Reflections on strategy

Opeyemi Agbaje
It is that time of the year when I retreat from activity and geography to reflect on the core of my work, strategy and to renew and regenerate my mind in preparation for the next twelve months, much like we advise clients to embrace strategic and corporate retreats as a tool for corporate revitalization.
This year, I’m in Madrid, Spain at a conference of strategy experts principally from Europe and America, but with an increasingly large Asian contingent. Just like previous years, there is marginal African representation-six out of over 1,200!-but the consolation is that four of those are from Nigeria. Like I mentioned previously on this page (Letter from Cambridge, July 2014), Africa is sadly not yet present to any significant extent at the cutting edge of research and innovation.

For me and Spain, it is getting it right the third time! The first time I planned to travel to Spain, Barcelona at the time, was in 1997 as part of an executive MBA business school students contingent taking a learning trip to a counterpart university. It was in the days when international air travel was scarce during summer and a certain googled military dictator had banned British Airways from operating in Nigeria. It turned out our flight had been overbooked and most of us were turned back at the airport. I chose to abort another planned trip also to Barcelona ten years later in 2007 for academic research purposes as I concluded that six-month trip was fundamentally misaligned with all other aspects of my life at the time. Well, if Barcelona didn’t work, Madrid has certainly been successful and I have had five excellent days so far in the Spanish capital city.

The pre-conference workshop I attended on design thinking in line with the trend towards more open and creative pathways towards strategy formulation was an excellent start! In a world of innovation, globalization, technology, networks and complexity, traditional strategy processes may be sub-optimal, at least in some contexts and strategists are moving towards more creative and involving approaches that include the tools of design, observation, experimentation, brainstorming, adaptation, inspiration and openness and I benefitted from a highly-participatory workshop illustration of this approach. One of my concerns about strategy making in the Nigerian context is that the process it is too often compromised or subverted by power, politics and hierarchy and so I see tremendous value in less formal processes such as design thinking to liberate the minds of organizational participants in the strategy formulation process.

I have had some concerns in recent years about the direction of academic research in strategy, this time not just in Nigeria but particularly in the Western and global context. I was very pleased to note that this concern (the increasing gap between much of strategy research within large parts of academia and the practical needs of businesses) was shared by some of the most important speakers at this conference starting with Michael Tushman of Harvard University, a “foundational scholar” in the field of knowledge and innovation. I listened happily as Tushman  counselled strategy scholars to return to the situation in which research was driven by real life business problems rather than “literature review” which of course comes in after the problem is identified. The great strategy scholar, Henry Mintzberg, one of my all-time favourites, who received the CK Prahalad Award at the conference made a similar point-noting the absence of the word “strategy” or “strategic” in most contemporary articles in the Strategic Management Journal.

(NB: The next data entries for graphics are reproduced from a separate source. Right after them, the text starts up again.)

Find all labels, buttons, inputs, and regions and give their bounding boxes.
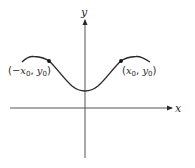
point-right-label: (x0, y0) <box>122 65 157 78</box>
point-left-label: (−x0, y0) <box>8 65 51 78</box>
point-right-marker <box>119 59 123 63</box>
point-left-marker <box>47 59 51 63</box>
x-axis-label: x <box>175 102 182 115</box>
function-graph: x y (−x0, y0) (x0, y0) <box>0 0 195 168</box>
y-axis-label: y <box>80 6 88 19</box>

The other important point Mintzberg makes is his conviction that the structure of society and capitalism in Western societies, particularly in the US has swung too far in favour of private capital. He advocates efforts to restore a balance between a respected (I would add competent) public sector; a responsible private sector; and a robust plural (civil society) sector. In response to my question, Mintzberg makes the statement, probably to the shock of many US participants, that “the difference between corruption in Nigeria and the US is that it is legal in the US and illegal in Nigeria!” If Mintzberg’s radicalism was surprising, the ideological positions advanced by Unilever global CEO, Paul Polman, were positively startling! Here was an icon of the capitalist system basically advancing a whole slew of “liberal” concepts-the role of business in solving social problems; action on climate change; focus on sustainable and equitable development and poverty eradication; pro-NGO advocacy; a need to moderate the capitalist system; global turmoil being fuelled by inequity and dissatisfaction as evidenced by “Occupy Wall Street” and the so-called Arab Spring; the dysfunction of the Bretton Woods system; the value of CSR and sustainability etc. Clearly something is going on here!

The buzz word for me at this conference beyond these relatively radical viewpoints was “business models” and “business model innovation” which had a whole lot of sessions focused on the subject, including brilliant sessions by Michael Jacobides of London Business School; Christoph Zott of IESE; and Charles Baden-Fuller of Cass Business School. This is a subject which I do not think has gained sufficient traction in the Nigerian space, and which I think should, given what I regard as the homogeneity of business models prevalent across our industries. The highlight session for me however was the presentation on the “granularity of profit” by McKinsey Strategy and Corporate Finance head in Asia, Martin Hirt, data and insight rich and spectacular in its implications. Hirt made the point, backed with 30-year data on the world’s 2,500 biggest firms that industries matter! He stressed in response to my question, that going forward, geography may matter even more!

My head quite frankly is full of new ideas as I take time out to write and email this article, and I am happy I have a few days more in Madrid to see the city and get some rest!